Saturday, April 14, 2012

[Book Review] Mister Death’s Blue-Eyed Girls by Mary Downing Hahn (ARC Version)



Summary(from Amazon): Based on an actual crime in 1955, this YA novel is at once a mystery and a coming-ofage story. The brutal murder of two teenage girls on the last day of Nora Cunningham’s junior year in high school throws Nora into turmoil. Her certainties—friendships, religion, her prudence, her resolve to find a boyfriend taller than she is—are shaken or cast off altogether. Most people in Elmgrove, Maryland, share the comforting conviction that Buddy Novak, who had every reason to want his ex-girlfriend dead, is responsible for the killings. Nora agrees at first, then begins to doubt Buddy’s guilt, and finally comes to believe him innocent—the lone dissenting voice in Elmgrove. Told from several different perspectives, including that of the murderer, Mister Death’s Blue-Eyed Girls is a suspenseful page-turner with a powerful human drama at its core.


MINOR SPOILERS

A couple of weeks ago, Katy Budget Books asked if there were readers willing to read ARCs and review for them. I jumped at the chance to get some new books. This book just so happened to be one of the books that I picked up the day I went.

Although the book has a very strange and confusing start, it immediately picked up and grabbed my attention. While I’ve read that other readers do not like how the point of views changed, I actually found it very refreshing since I’m doing something similar in my own writing. What I liked about her writing was that she kept it in first person (minus Mister Death’s point of view, but I found that the way she wrote his point of view was very fitting).  The reader was literally in the mind of all the important people in the novel and unlike most writing, you (the reader) get to know what every one of them thinks about certain events. There’s no imagining or filling in what you think they are thinking about.

While I am a Christian girl and most definitely do believe in God, I found Nora’s doubts very realistic. Everyone questions the way they were raised up. Everyone questions what their parents are telling them. Everyone questions how even their friends think. Right after finishing this book, I was kind of upset, I’m not gonna lie. I wanted it to have a different ending. I wanted Nora to realize that God isn’t the bad guy, humans are. But the more I think about it, the more I like what Hahn’s did. One positive thing that I took from the book was that she shows that God gives us free will. He doesn’t force us to believe in him. He doesn’t force us to go to church. He wants us to believe in him. He wants to have a close relationship with us. It’s religion that forces these zillion of rules on us. Even if that wasn’t the writer’s intention to make her readers think in that sort of way, but I tend to have my own mind.

4 out of 5 for Mister Death’s Blue-Eyed Girls by Mary Downing Hahn.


◆ **Aim of the exercise**: Lines with the word "restaurant" in them must be copied from the records below.

◆ **Data shown**:
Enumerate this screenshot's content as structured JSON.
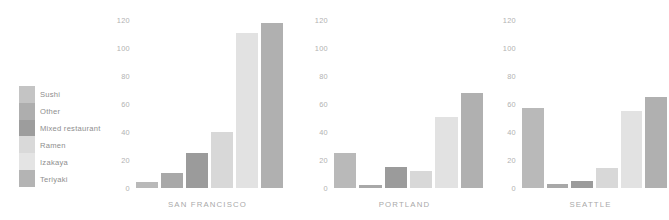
{
  "chart_data": {
    "type": "bar",
    "title": "",
    "subtitle": "",
    "xlabel": "",
    "ylabel": "",
    "ylim": [
      0,
      125
    ],
    "grid": false,
    "legend_position": "left",
    "yticks": [
      "120",
      "100",
      "80",
      "60",
      "40",
      "20",
      "0"
    ],
    "ytick_values": [
      120,
      100,
      80,
      60,
      40,
      20,
      0
    ],
    "categories": [
      "Sushi",
      "Other",
      "Mixed restaurant",
      "Ramen",
      "Izakaya",
      "Teriyaki"
    ],
    "panels": [
      {
        "name": "SAN FRANCISCO",
        "values": [
          4,
          11,
          25,
          40,
          111,
          118
        ]
      },
      {
        "name": "PORTLAND",
        "values": [
          25,
          2,
          15,
          12,
          51,
          68
        ]
      },
      {
        "name": "SEATTLE",
        "values": [
          57,
          3,
          5,
          14,
          55,
          65
        ]
      }
    ],
    "series_colors": [
      "#b9b9b9",
      "#a8a8a8",
      "#9b9b9b",
      "#d8d8d8",
      "#e2e2e2",
      "#b0b0b0"
    ]
  },
  "legend": {
    "items": [
      {
        "label": "Sushi",
        "color": "#c4c4c4"
      },
      {
        "label": "Other",
        "color": "#aeaeae"
      },
      {
        "label": "Mixed restaurant",
        "color": "#9d9d9d"
      },
      {
        "label": "Ramen",
        "color": "#d9d9d9"
      },
      {
        "label": "Izakaya",
        "color": "#e4e4e4"
      },
      {
        "label": "Teriyaki",
        "color": "#b4b4b4"
      }
    ]
  },
  "axis": {
    "tick_color": "#b2b2b2",
    "label_color": "#a9a9a9"
  }
}
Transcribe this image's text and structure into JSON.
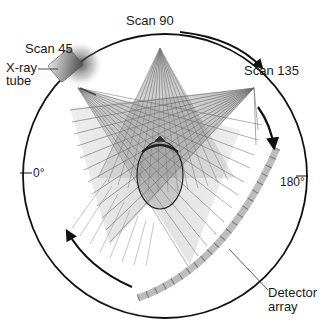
{
  "diagram": {
    "labels": {
      "scan_45": "Scan 45",
      "scan_90": "Scan 90",
      "scan_135": "Scan 135",
      "xray_tube_line1": "X-ray",
      "xray_tube_line2": "tube",
      "angle_0": "0°",
      "angle_180": "180°",
      "detector_line1": "Detector",
      "detector_line2": "array"
    },
    "elements": [
      {
        "id": "gantry-circle",
        "type": "circle",
        "desc": "outer gantry ring"
      },
      {
        "id": "xray-tube",
        "type": "source",
        "desc": "X-ray tube at Scan 45 position"
      },
      {
        "id": "beam-fans",
        "type": "fan-beams",
        "count": 3,
        "positions": [
          "Scan 45",
          "Scan 90",
          "Scan 135"
        ]
      },
      {
        "id": "patient",
        "type": "ellipse",
        "desc": "patient cross-section at center"
      },
      {
        "id": "detector-array",
        "type": "arc",
        "desc": "segmented detector arc"
      },
      {
        "id": "rotation-arrows",
        "type": "arrows",
        "desc": "clockwise rotation direction"
      }
    ],
    "colors": {
      "ring": "#111111",
      "beam": "#777777",
      "detector": "#bdbdbd",
      "detector_tick": "#555555",
      "tube": "#8a8a8a"
    }
  }
}
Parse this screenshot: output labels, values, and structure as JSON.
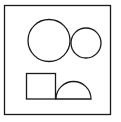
{
  "diagram": {
    "background": "#ffffff",
    "stroke": "#1a1a1a",
    "frame": {
      "x": 4.5,
      "y": 5.5,
      "width": 106,
      "height": 109
    },
    "shapes": {
      "large_circle": {
        "cx": 49,
        "cy": 40.5,
        "r": 21
      },
      "small_circle": {
        "cx": 86,
        "cy": 43,
        "r": 15
      },
      "square": {
        "x": 26.5,
        "y": 73.5,
        "width": 29,
        "height": 25.5
      },
      "half_circle": {
        "cx": 73.5,
        "cy": 99,
        "r": 17.5
      }
    }
  }
}
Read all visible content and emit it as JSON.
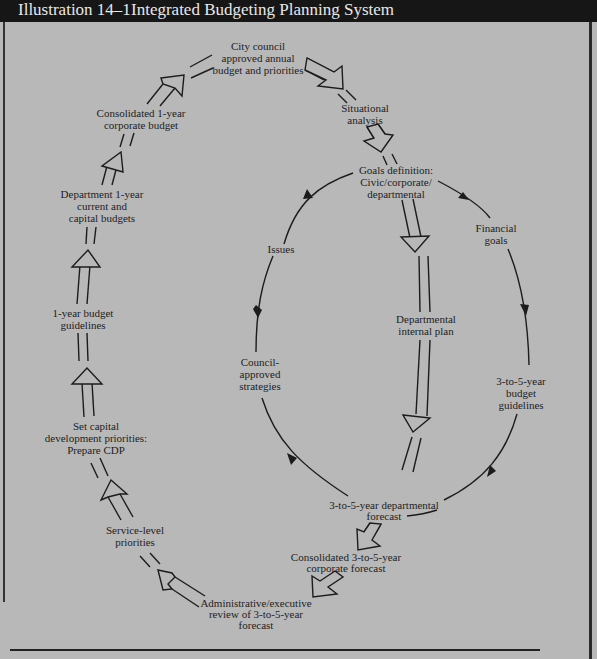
{
  "header": {
    "illustration_number": "Illustration 14–1",
    "title": "Integrated Budgeting Planning System"
  },
  "nodes": {
    "city_council": [
      "City council",
      "approved annual",
      "budget and priorities"
    ],
    "situational": [
      "Situational",
      "analysis"
    ],
    "goals": [
      "Goals definition:",
      "Civic/corporate/",
      "departmental"
    ],
    "issues": [
      "Issues"
    ],
    "financial_goals": [
      "Financial",
      "goals"
    ],
    "dept_internal": [
      "Departmental",
      "internal plan"
    ],
    "council_strategies": [
      "Council-",
      "approved",
      "strategies"
    ],
    "budget_guidelines_3to5": [
      "3-to-5-year",
      "budget",
      "guidelines"
    ],
    "dept_forecast": [
      "3-to-5-year departmental",
      "forecast"
    ],
    "corp_forecast": [
      "Consolidated 3-to-5-year",
      "corporate forecast"
    ],
    "admin_review": [
      "Administrative/executive",
      "review of 3-to-5-year",
      "forecast"
    ],
    "service_level": [
      "Service-level",
      "priorities"
    ],
    "capital_dev": [
      "Set capital",
      "development priorities:",
      "Prepare CDP"
    ],
    "budget_guidelines_1yr": [
      "1-year budget",
      "guidelines"
    ],
    "dept_1yr": [
      "Department 1-year",
      "current and",
      "capital budgets"
    ],
    "consolidated_1yr": [
      "Consolidated 1-year",
      "corporate budget"
    ]
  },
  "colors": {
    "background": "#b8b8b8",
    "title_bar": "#161616",
    "title_text": "#e8e8e8",
    "ink": "#1c1c1c"
  }
}
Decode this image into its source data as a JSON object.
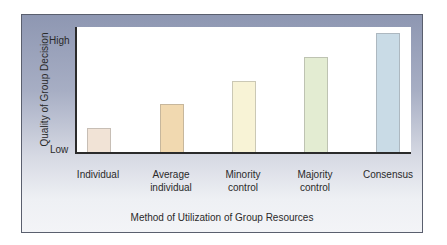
{
  "chart_data": {
    "type": "bar",
    "title": "",
    "xlabel": "Method of Utilization of Group Resources",
    "ylabel": "Quality of Group Decision",
    "y_tick_labels": [
      "Low",
      "High"
    ],
    "categories": [
      "Individual",
      "Average individual",
      "Minority control",
      "Majority control",
      "Consensus"
    ],
    "category_lines": [
      [
        "Individual"
      ],
      [
        "Average",
        "individual"
      ],
      [
        "Minority",
        "control"
      ],
      [
        "Majority",
        "control"
      ],
      [
        "Consensus"
      ]
    ],
    "values": [
      20,
      40,
      60,
      80,
      100
    ],
    "ylim": [
      0,
      105
    ],
    "value_scale_note": "Qualitative scale from Low to High",
    "bar_colors": [
      "#f1e3d6",
      "#f1d9b0",
      "#f8f3d6",
      "#e3ecd2",
      "#c9dbe6"
    ],
    "grid": false,
    "legend": null
  },
  "colors": {
    "frame_top": "#8e97b2",
    "frame_bottom": "#f3f4f7",
    "plot_background": "#ffffff",
    "axis": "#2b2b2b"
  }
}
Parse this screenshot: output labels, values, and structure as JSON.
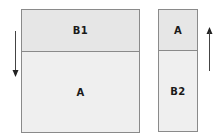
{
  "diagram": {
    "left_block": {
      "top_label": "B1",
      "bottom_label": "A",
      "arrow_direction": "down"
    },
    "right_block": {
      "top_label": "A",
      "bottom_label": "B2",
      "arrow_direction": "up"
    }
  }
}
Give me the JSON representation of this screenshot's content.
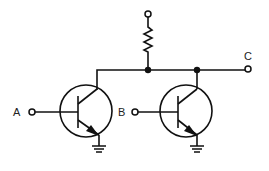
{
  "diagram": {
    "type": "circuit-schematic",
    "labels": {
      "input_a": "A",
      "input_b": "B",
      "output_c": "C"
    },
    "components": [
      {
        "id": "R1",
        "kind": "resistor",
        "role": "pull-up"
      },
      {
        "id": "Q1",
        "kind": "npn-transistor",
        "input": "A"
      },
      {
        "id": "Q2",
        "kind": "npn-transistor",
        "input": "B"
      },
      {
        "id": "GND1",
        "kind": "ground"
      },
      {
        "id": "GND2",
        "kind": "ground"
      }
    ],
    "colors": {
      "stroke": "#111111",
      "background": "#ffffff"
    }
  }
}
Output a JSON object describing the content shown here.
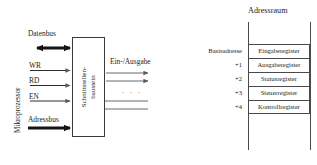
{
  "diagram": {
    "title_left": "",
    "processor_label": "Mikroprozessor",
    "chip_label_line1": "Schnittstellen-",
    "chip_label_line2": "baustein",
    "databus_label": "Datenbus",
    "addressbus_label": "Adressbus",
    "io_label": "Ein-/Ausgabe",
    "io_ellipsis": ". . .",
    "control_signals": [
      {
        "name": "WR"
      },
      {
        "name": "RD"
      },
      {
        "name": "EN"
      }
    ]
  },
  "address_space": {
    "title": "Adressraum",
    "base_label": "Basisadresse",
    "offsets": [
      "Basisadresse",
      "+1",
      "+2",
      "+3",
      "+4"
    ],
    "registers": [
      {
        "offset": "Basisadresse",
        "name": "Eingaberegister"
      },
      {
        "offset": "+1",
        "name": "Ausgaberegister"
      },
      {
        "offset": "+2",
        "name": "Statusregister"
      },
      {
        "offset": "+3",
        "name": "Steuerregister"
      },
      {
        "offset": "+4",
        "name": "Kontrollregister"
      }
    ]
  },
  "colors": {
    "ink": "#1d1d1d",
    "line": "#4a4a4a",
    "bus": "#141414",
    "thin": "#6b6b6b",
    "background": "#ffffff"
  }
}
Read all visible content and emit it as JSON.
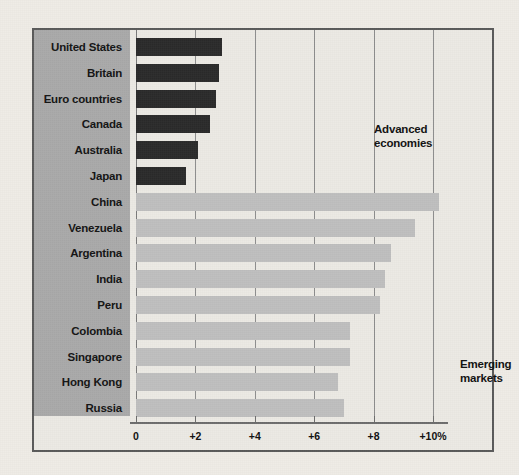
{
  "chart_data": {
    "type": "bar",
    "orientation": "horizontal",
    "title": "",
    "subtitle": "",
    "xlabel": "",
    "ylabel": "",
    "xlim": [
      0,
      12
    ],
    "grid": true,
    "grid_axis": "x",
    "legend_position": "inside-annotations",
    "tick_labels": [
      "0",
      "+2",
      "+4",
      "+6",
      "+8",
      "+10%"
    ],
    "tick_values": [
      0,
      2,
      4,
      6,
      8,
      10
    ],
    "annotations": [
      {
        "text": "Advanced\neconomies",
        "line1": "Advanced",
        "line2": "economies"
      },
      {
        "text": "Emerging\nmarkets",
        "line1": "Emerging",
        "line2": "markets"
      }
    ],
    "categories": [
      "United States",
      "Britain",
      "Euro countries",
      "Canada",
      "Australia",
      "Japan",
      "China",
      "Venezuela",
      "Argentina",
      "India",
      "Peru",
      "Colombia",
      "Singapore",
      "Hong Kong",
      "Russia"
    ],
    "values": [
      2.9,
      2.8,
      2.7,
      2.5,
      2.1,
      1.7,
      10.2,
      9.4,
      8.6,
      8.4,
      8.2,
      7.2,
      7.2,
      6.8,
      7.0
    ],
    "series": [
      {
        "name": "Advanced economies",
        "color": "#2b2b2b",
        "points": [
          {
            "label": "United States",
            "value": 2.9
          },
          {
            "label": "Britain",
            "value": 2.8
          },
          {
            "label": "Euro countries",
            "value": 2.7
          },
          {
            "label": "Canada",
            "value": 2.5
          },
          {
            "label": "Australia",
            "value": 2.1
          },
          {
            "label": "Japan",
            "value": 1.7
          }
        ]
      },
      {
        "name": "Emerging markets",
        "color": "#bfbfbf",
        "points": [
          {
            "label": "China",
            "value": 10.2
          },
          {
            "label": "Venezuela",
            "value": 9.4
          },
          {
            "label": "Argentina",
            "value": 8.6
          },
          {
            "label": "India",
            "value": 8.4
          },
          {
            "label": "Peru",
            "value": 8.2
          },
          {
            "label": "Colombia",
            "value": 7.2
          },
          {
            "label": "Singapore",
            "value": 7.2
          },
          {
            "label": "Hong Kong",
            "value": 6.8
          },
          {
            "label": "Russia",
            "value": 7.0
          }
        ]
      }
    ]
  },
  "colors": {
    "background": "#efece6",
    "panel": "#a9a9a9",
    "plot": "#eceae4",
    "bar_dark": "#2b2b2b",
    "bar_light": "#bfbfbf",
    "border": "#5a5a5a",
    "gridline": "#8d8d8d"
  }
}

◆ **Solution for this problem**:
      "Mixed restaurant",
        "label": "Mixed restaurant",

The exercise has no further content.